Getting the balance

…in sugar

As old Charles Dickens complained, the best of times can also be the worst of times. And as we look at the situation in the sugar sector, Dickens could very well be speaking about us here in Guyana. After languishing in the doldrums for years, the world market price for sugar headed for the skies – and then stayed there for the past five years or so. So you’d think our folks in sugar would be dancing in the streets, after their “profit sharing” and higher salaries, wouldn’t you?

If you said, “yes”, you’d be wrong. Problem is, after suffering the 10 lean years, we had no sugar to take advantage of the 10 fat years. What happened? Guyana became too successful economically, that’s what. Right now the sugar estates just can’t get enough people to work in the cane fields to cut canes. We know the work is hard and all that…but when a cane-cutter can take home Gy$80,000 a week, and you can’t get cane-cutters, it means that cane-cutters can make more money elsewhere. And that’s the bottom line.

We don’t know what the Opposition’s carrying on about, bitching and moaning about “unemployment”. There are thousands of jobs available in the sugar industry. We know that labour isn’t completely fungible…but Jeez, can’t some of these underpaid Public Service workers and unemployed Social Science graduates, for instance, turn up at the sugar order line? The pay is great as mentioned above, the hours are even better and transportation is free. What more can you ask?

C’mon, your country needs you. Imagine we are producing at least 100,000 tonnes below what we can produce without the “troubled” Skeldon Factory. At US$550 per tonne, we’re talking about raking in a cool US$55,000,000…$11 billion in our money. And it’s this kind of realism we’d been expecting from the Opposition after the new dispensation, when it came to development of the country.

Rather than seeking to score cheap political points and harping on a “failed sugar industry”, as Clive Thomas is doing ad nauseum in the Stabber News, why don’t they tell all Guyanese – not just their constituents – that there’s nothing wrong with good, old, honest labour. But this will never be.

Of course, it could be that Thomas, realising the WPA’s down to four or five doddering supporters, figures his exhortations are of absolutely no use.

But what’s APNU’s and AFC’s excuse?

…in rice

Whatever we’ve said about challenges to the production of sugar, the opposite’s true for rice…yet we’re hearing moans of gloom in this sector. What’s going on here, pray tell? Well, it’s a variant of the old “too much of a good thing”. Last year we crossed the half-a-million tonne mark and are well on the way of exceeding that. So that’s good, no?

Well, not when you haven’t anybody to have the extra rice sold to. When this happens, you have the case they teach you in primary school: supply exceeds demand and the price falls. Whether it’s with tomatoes, or rice or whatever…this will happen when you haven’t arranged for sales. And so you get the headline as in our newspaper of yesterday: “Plenty rice, no market…Berbice farmers fume over prices being offered.”

But what bothers us is why have we come to this stage? Didn’t we know since last year as to how many acres will be planted this year? We darned well did. Somebody in charge of marketing our rice has been sleeping at the wheel…and our Agriculture Minister better wake them up.

…on elections

The AFC’s demanding the government schedules Local Government Elections by August 1, even though GECOM is adamant they need a six-month lead time.  Has Ramjattan forgotten GECOM’s an autonomous entity? Or is he still imbibing, uninterruptible, since Mash?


§ TASK ITEM: Below are entries to reproduce exactly, apart from their pictures.

[Data records]
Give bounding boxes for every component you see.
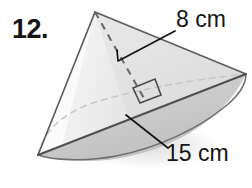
- problem-number-label: 12.: [12, 16, 48, 43]
- radius-measurement-label: 15 cm: [166, 142, 229, 165]
- cone-figure: 12. 8 cm 15 cm: [0, 0, 252, 188]
- height-measurement-label: 8 cm: [176, 8, 226, 31]
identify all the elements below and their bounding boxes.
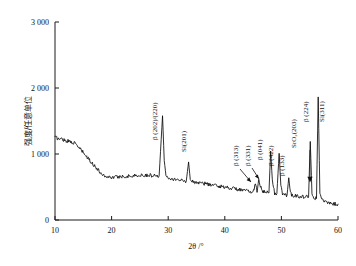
- peak-label-beta-224: β (224): [302, 101, 310, 122]
- y-tick-label: 1 000: [31, 150, 49, 159]
- y-tick-label: 0: [45, 216, 49, 225]
- x-tick-label: 40: [221, 226, 229, 235]
- peak-label-beta-331: β (331): [244, 145, 252, 166]
- peak-label-si-311: Si(311): [318, 101, 326, 122]
- y-axis-title: 强度/任意单位: [23, 96, 33, 147]
- x-tick-label: 20: [108, 226, 116, 235]
- peak-label-si-201: Si(201): [180, 130, 188, 152]
- xrd-figure: 01 0002 0003 000 102030405060 β (202)/(2…: [0, 0, 356, 266]
- x-tick-label: 10: [51, 226, 59, 235]
- peak-label-beta-202-220: β (202)/(220): [151, 102, 159, 140]
- chart-canvas: 01 0002 0003 000 102030405060 β (202)/(2…: [0, 0, 356, 266]
- peak-label-beta-313: β (313): [232, 145, 240, 166]
- x-axis-title: 2θ /°: [188, 242, 203, 251]
- peak-label-beta-422: β (422): [267, 145, 275, 166]
- x-tick-label: 50: [277, 226, 285, 235]
- peak-label-sro2-203: SrO₂(203): [290, 118, 298, 148]
- x-tick-label: 30: [164, 226, 172, 235]
- x-tick-label: 60: [334, 226, 342, 235]
- peak-label-beta-041: β (041): [256, 139, 264, 160]
- peak-label-beta-133: β (133): [278, 155, 286, 176]
- y-tick-label: 3 000: [31, 18, 49, 27]
- y-tick-label: 2 000: [31, 84, 49, 93]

§ PROBLEM SOLUTION:
Give bounding boxes for every component you see.
- problem-number-label: 12.: [12, 16, 48, 43]
- radius-measurement-label: 15 cm: [166, 142, 229, 165]
- cone-figure: 12. 8 cm 15 cm: [0, 0, 252, 188]
- height-measurement-label: 8 cm: [176, 8, 226, 31]
identify all the elements below and their bounding boxes.
- peak-label-beta-224: β (224): [302, 101, 310, 122]
- y-tick-label: 1 000: [31, 150, 49, 159]
- y-tick-label: 0: [45, 216, 49, 225]
- x-tick-label: 40: [221, 226, 229, 235]
- peak-label-beta-331: β (331): [244, 145, 252, 166]
- peak-label-si-311: Si(311): [318, 101, 326, 122]
- y-axis-title: 强度/任意单位: [23, 96, 33, 147]
- x-tick-label: 20: [108, 226, 116, 235]
- peak-label-si-201: Si(201): [180, 130, 188, 152]
- xrd-figure: 01 0002 0003 000 102030405060 β (202)/(2…: [0, 0, 356, 266]
- x-tick-label: 10: [51, 226, 59, 235]
- peak-label-beta-202-220: β (202)/(220): [151, 102, 159, 140]
- chart-canvas: 01 0002 0003 000 102030405060 β (202)/(2…: [0, 0, 356, 266]
- peak-label-beta-313: β (313): [232, 145, 240, 166]
- x-axis-title: 2θ /°: [188, 242, 203, 251]
- peak-label-beta-422: β (422): [267, 145, 275, 166]
- x-tick-label: 50: [277, 226, 285, 235]
- peak-label-sro2-203: SrO₂(203): [290, 118, 298, 148]
- x-tick-label: 30: [164, 226, 172, 235]
- x-tick-label: 60: [334, 226, 342, 235]
- peak-label-beta-041: β (041): [256, 139, 264, 160]
- peak-label-beta-133: β (133): [278, 155, 286, 176]
- y-tick-label: 3 000: [31, 18, 49, 27]
- y-tick-label: 2 000: [31, 84, 49, 93]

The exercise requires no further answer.